Well this is definitely turning into Black History month. Gov. Patterson of New York is hanging up his plans to run for another term. Charles Rangel looks to be in a mounting pile of trouble and now Desiree Rogers is riding off into the sunset. She formally announced today that at the beginning of March she will resign as White House Social Secretary. It appears she feels the time is right to return to the private Corporate sector.
In her announcement, which has shown up in the Washington Post, The Huffington Post, WWD and a number of other news publications, Desiree stated that the job she set out to do, to make the White House the People's House, had been successfully achieved and it was time to move on to new challenges. I love how the news and reality is spun. Reality is a key word in all of this. It's the Salahis and their reality show aspirations that was her undoing. Making the White House the People's House was perhaps a little too much of a success. It looked as though anyone could go there whether for a State Dinner or to just hang out in the Lincoln bedroom. No invitation seemed to be necessary to gain entrance. Desiree was too busy being a personage to be bothered with details like national security or checking guest lists.
I took some heat for being critical of a girl with a dream but her dreams at times took on nightmarish proportions. Many believe that the reflecting pool was just not big enough or deep enough for her aspirations. Why stand behind the President and First Lady when you can stand next to them, or even better, in front? Besides stellar collections missing from New York Fashion Week, the most noticeable absence was Ms. D. I asked myself where she'd gone. Overexposure, like all the celebs who were conspicuously missing from the front rows, was my thought. Desiree is a celebrity like Lindsay, Paris and the Kardashian Collective, so I just assumed she was laying low in a very public way. Not for a moment did I think she'd cut up her titanium metro card that comes complete with full access to any front row at any show and preferred seating at the Maybelline counter in the Tent's holding pen.
Well, Desiree will be missed. The irony of this being Black History month and her resignation was not lost on me or probably many others. It's unfortunate that she took on a job that was so historic for a Black woman and then treated it like a launching pad. Patience and pacing one's ambition is a virtue. Her legacy would have been fantastic. Some people just have to have it all now, or preferably, last week. My hope is that the person who takes her place will also take on the responsibility of such an important position with grace, selflessness and maturity. Humility goes a long way, too.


What needs to be done:
Without pictures, repeat the lines of the entries from the one containing "Identify the location" through the last, both ends included, and nothing else.

··········

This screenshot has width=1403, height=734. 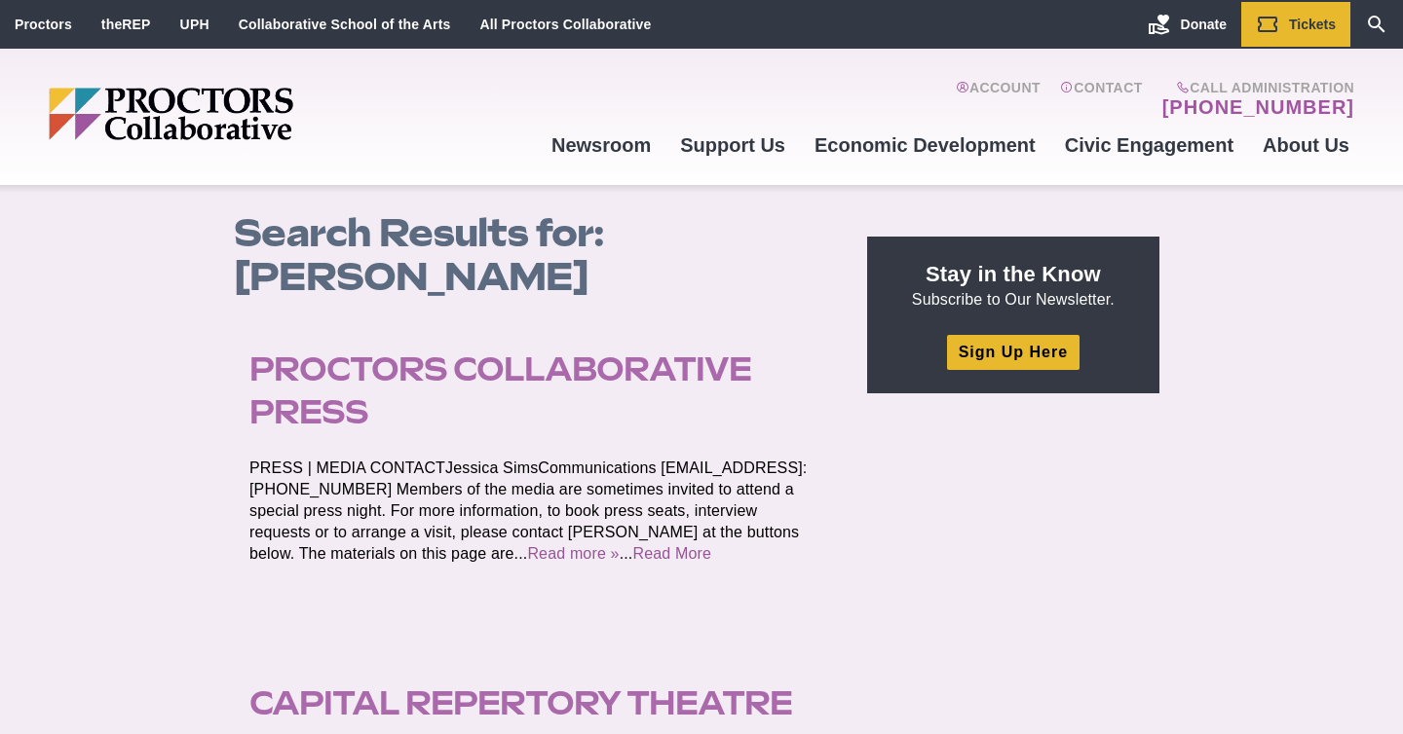 What do you see at coordinates (1255, 88) in the screenshot?
I see `span: Call Administration` at bounding box center [1255, 88].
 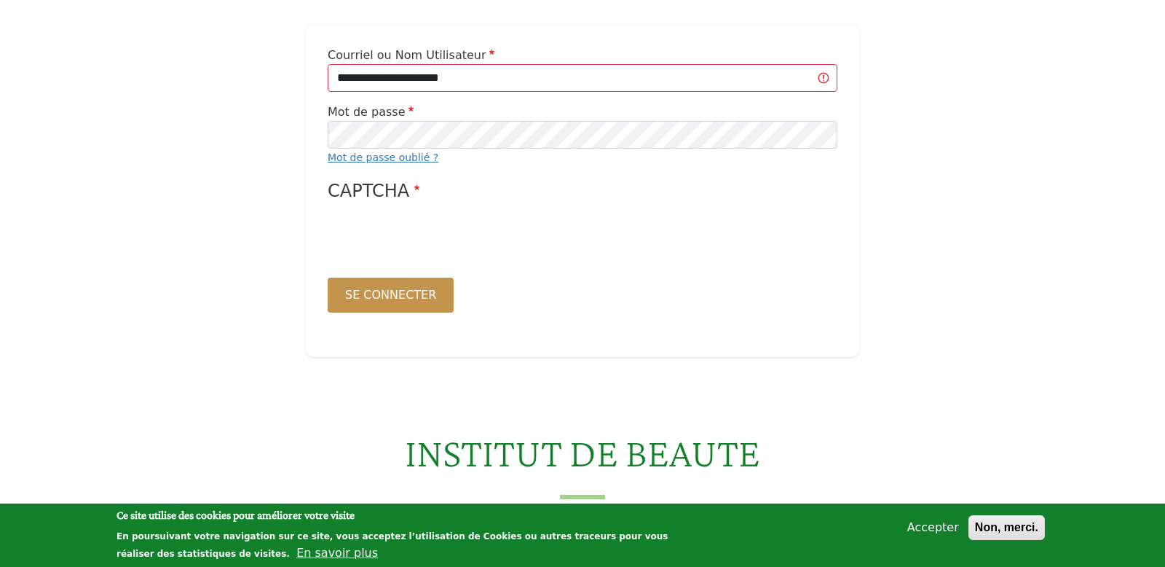 What do you see at coordinates (392, 545) in the screenshot?
I see `p: En poursuivant votre navigation sur ce site, vous acceptez l’utilisation de Cookies ou autres tra...` at bounding box center [392, 545].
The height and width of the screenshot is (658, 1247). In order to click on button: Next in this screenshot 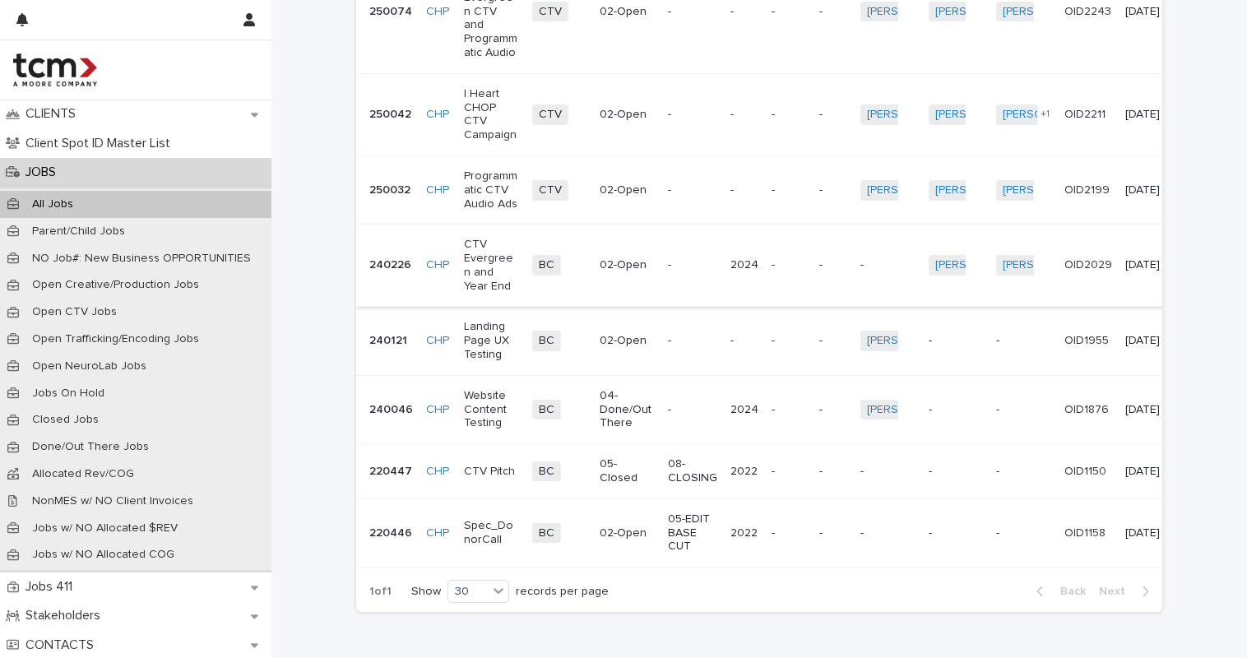, I will do `click(1127, 592)`.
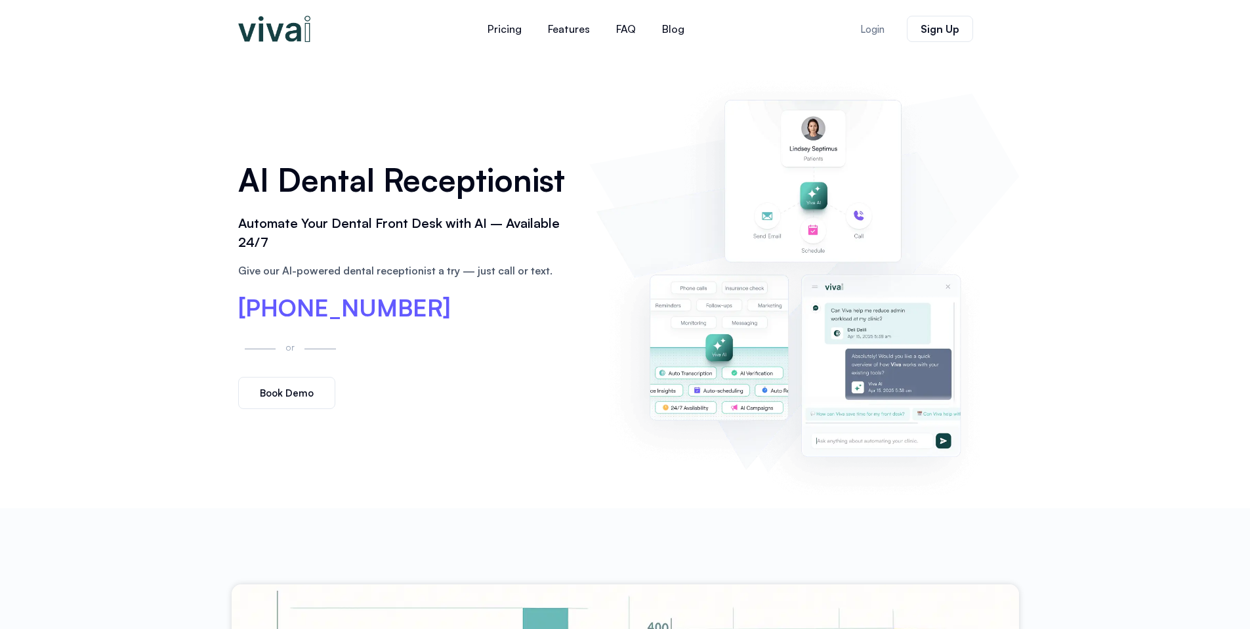  I want to click on p: or, so click(290, 346).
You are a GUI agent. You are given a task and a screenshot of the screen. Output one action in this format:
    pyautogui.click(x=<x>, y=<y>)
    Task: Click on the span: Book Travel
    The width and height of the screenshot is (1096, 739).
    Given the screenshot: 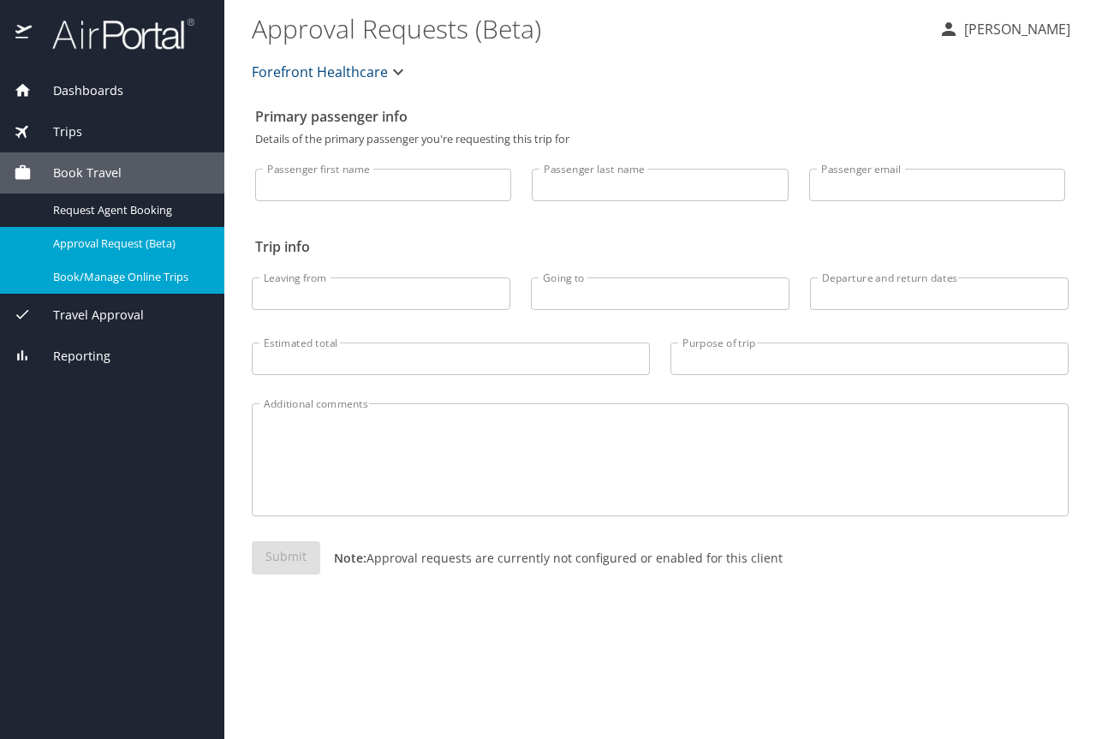 What is the action you would take?
    pyautogui.click(x=76, y=173)
    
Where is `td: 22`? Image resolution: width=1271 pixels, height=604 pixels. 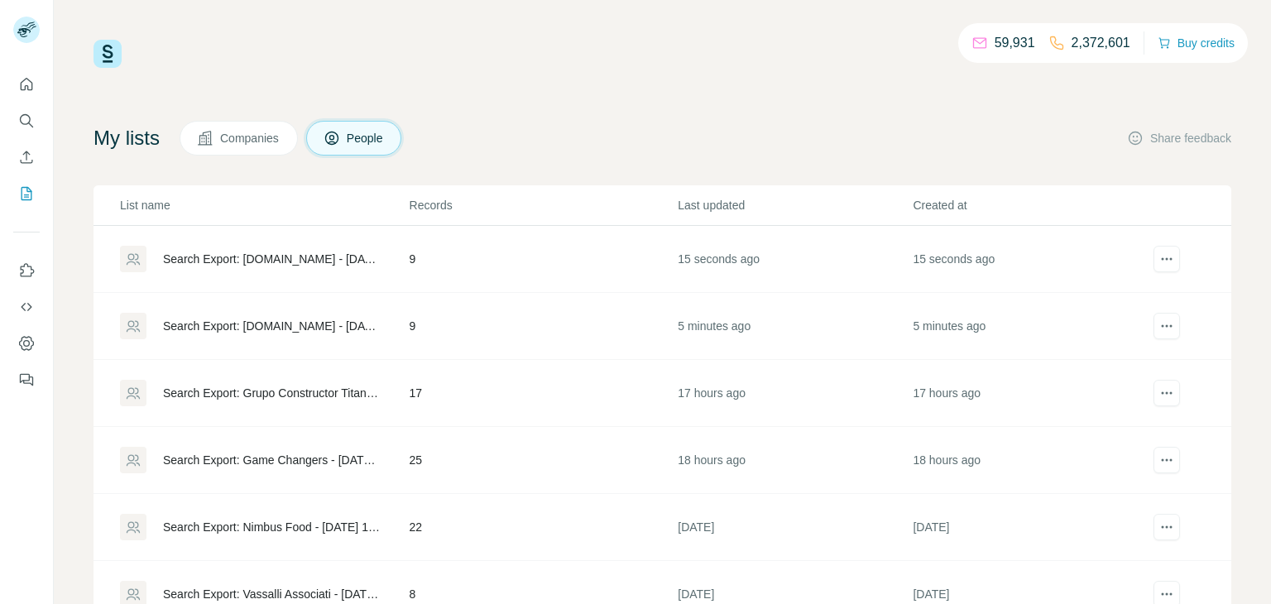
td: 22 is located at coordinates (543, 527).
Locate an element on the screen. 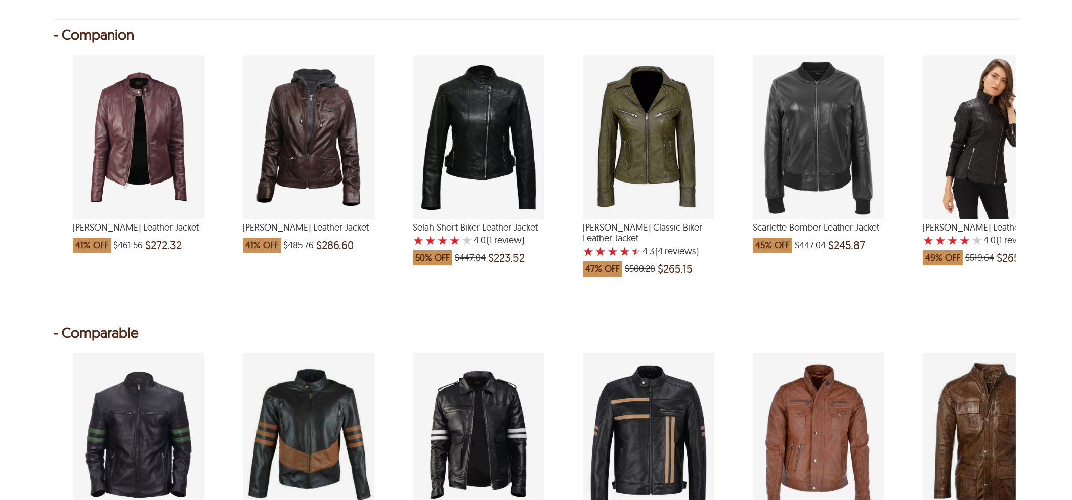 This screenshot has width=1072, height=500. span: Leona Classic Biker Leather Jacket is located at coordinates (649, 233).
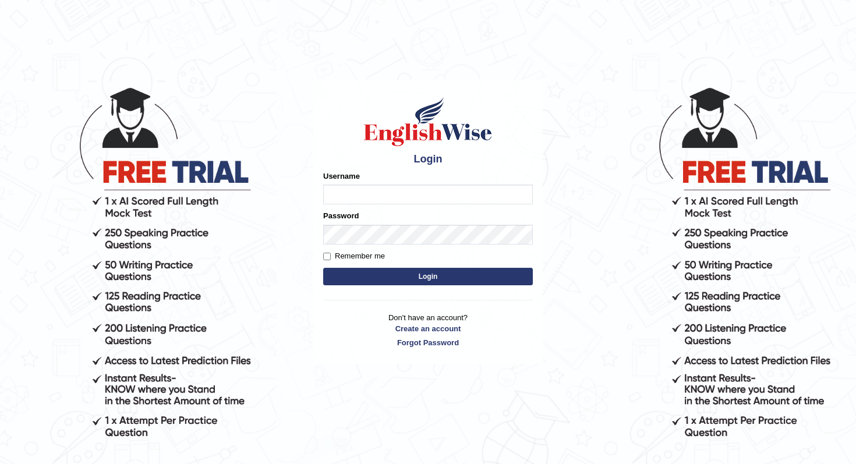 This screenshot has height=464, width=856. Describe the element at coordinates (428, 330) in the screenshot. I see `p: Don't have an account?` at that location.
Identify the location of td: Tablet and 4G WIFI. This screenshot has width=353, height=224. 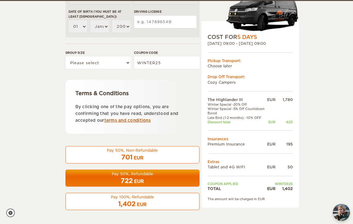
(237, 167).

··········

Exercise output:
Identify the location of td: Tablet and 4G WIFI. This screenshot has width=353, height=224. 
(237, 167).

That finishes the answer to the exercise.